Why have so few people recalled that Col Gaddafi sent money and weapons to the Moro Islamic Liberation Front in the Philippines shortly after he staged his coup d'etat over King Idris in 1969? Col Gaddafi turned up to witness the subsequent autonomy agreement with Manila. And when a breakaway faction of Moro rejected the deal, they changed their name to Abu Sayyaf: the same Abu Sayyaf which now holds the hostages. It was also this same group which, in 1995, called for the lifting of UN sanctions against Libya.

Col Gaddafi has weaved many a tangled web in his time, but few as complex as this.

Nor one as strange in its nomenclature.

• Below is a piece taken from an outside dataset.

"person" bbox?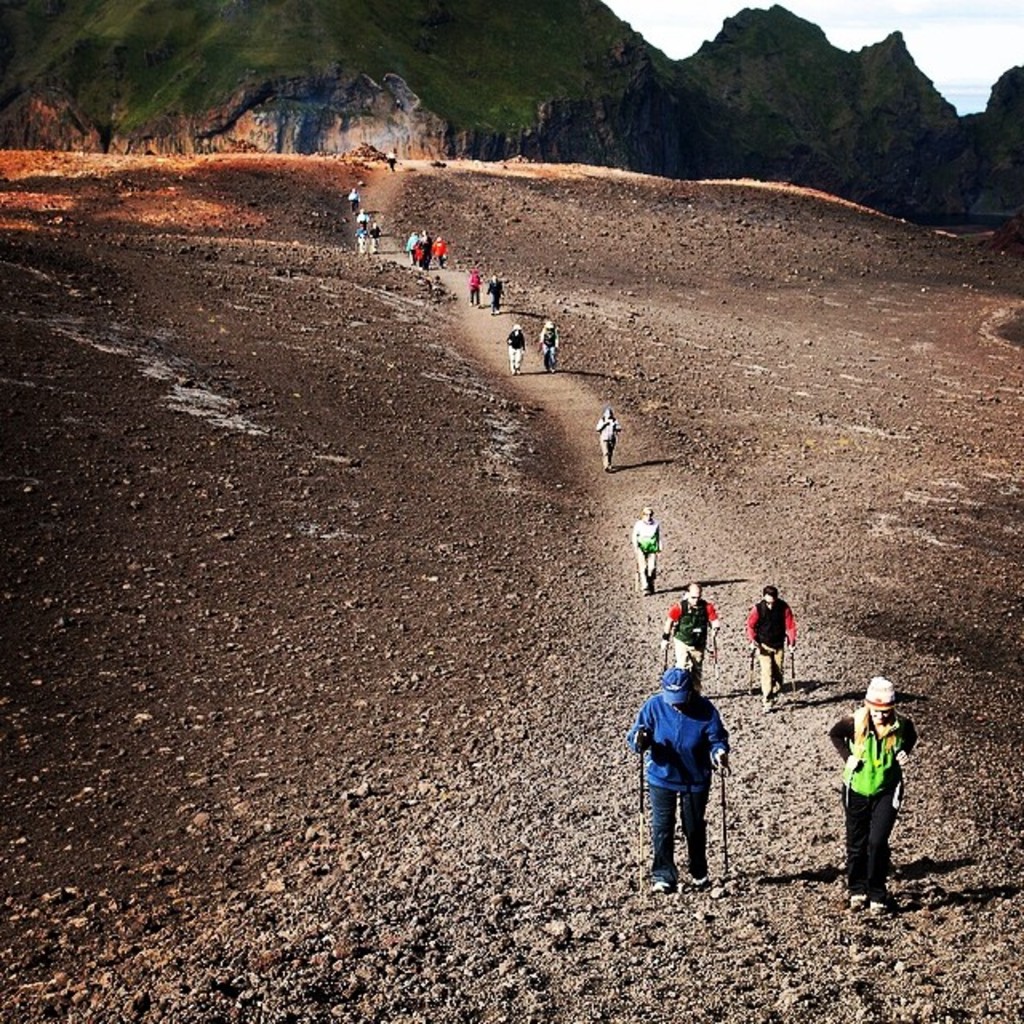
bbox=(502, 323, 526, 378)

Col Gaddafi's son is called Seif el-Islam, which means the "two-edged sword of Islam". And Abu Sayyaf - the name of the kidnap group - means "father of the sword-bearer". Just a coincidence, no doubt.

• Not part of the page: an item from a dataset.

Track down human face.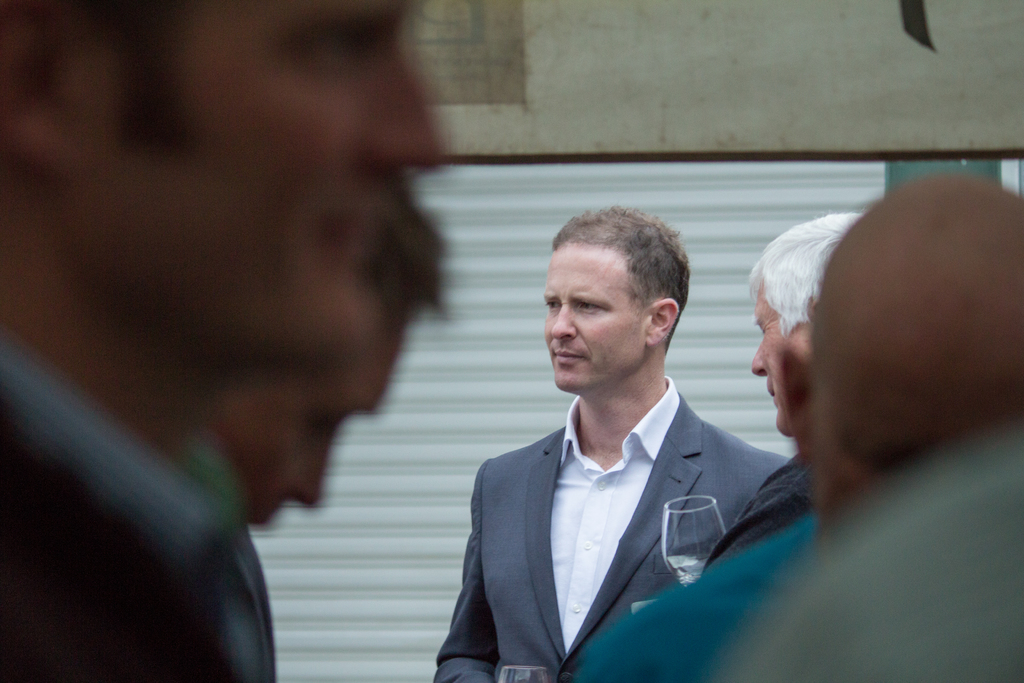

And then - for those who enjoyed the revelations last week that France was supportingCol Gaddafi to get its own hostages freed - there is the weird story of the good ship Silco.

The Silco was a rust-bucket off the North African coast with five Belgians and a Frenchwoman on board when, on 8 November 1987, it was commandeered by members of the ruthless PalestinianFatah Revolutionary Council, led by Abu Nidal. Suspicions remain that the ship was in fact seized by a Libyan gunboat.

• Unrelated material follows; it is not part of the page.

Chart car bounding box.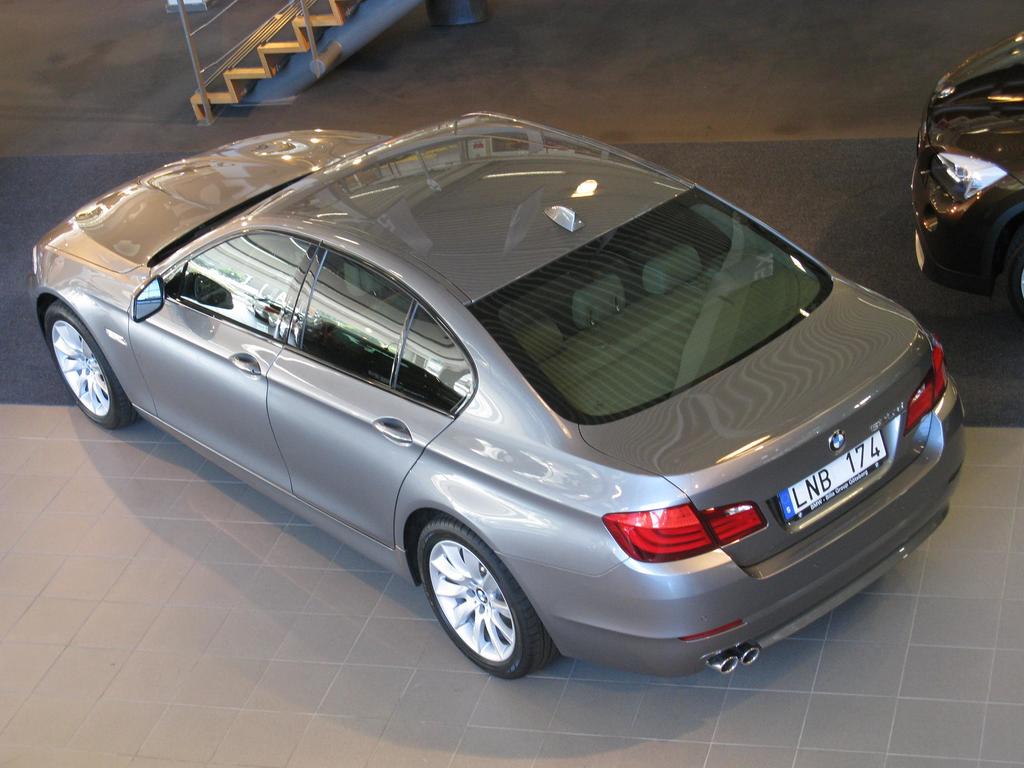
Charted: bbox=[906, 24, 1023, 323].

But for two years, the world played along with the fiction that Abu Nidal's group, then based in Tripoli, was holding its prisoners in an unknown location. Then on 10 April 1990, one of the Belgians, Fernard Houtekins, and his French lover, Jacqueline Valente - along with a child born in captivity - turned up in Beirut, courtesy, so we were informed, of Col Gaddafi's "mediation".

Sound familiar? Abu Nidal's office in Beirut even invited Belgian diplomats to negotiate for the other hostages - I was present when they arrived to chat to the local Abu Nidal representative, who was assassinated near the same office a few weeks later. The Belgian diplomats thanked Col Gaddafi and President Francois Mitterrand thanked him for his "decisive role" in securing the release of the Belgian and his French lover.

In Beirut, the two were handed over to Philippe Rondot, a senior French intelligence agent. Mr Rondot had been involved in the negotiations with Libyan emissaries for the hostages' release. Where is he now, one wonders? France? Or the Philippines?

And where, finally, has the $24m offered by the Libyans for the Philippine hostages' come from? It's a lot of money for a charity. If it goes to Abu Sayyaf, will any of it be returned to the man who so generously supported their parent "liberation" organisation three decades ago: Col Muammar Gaddafi?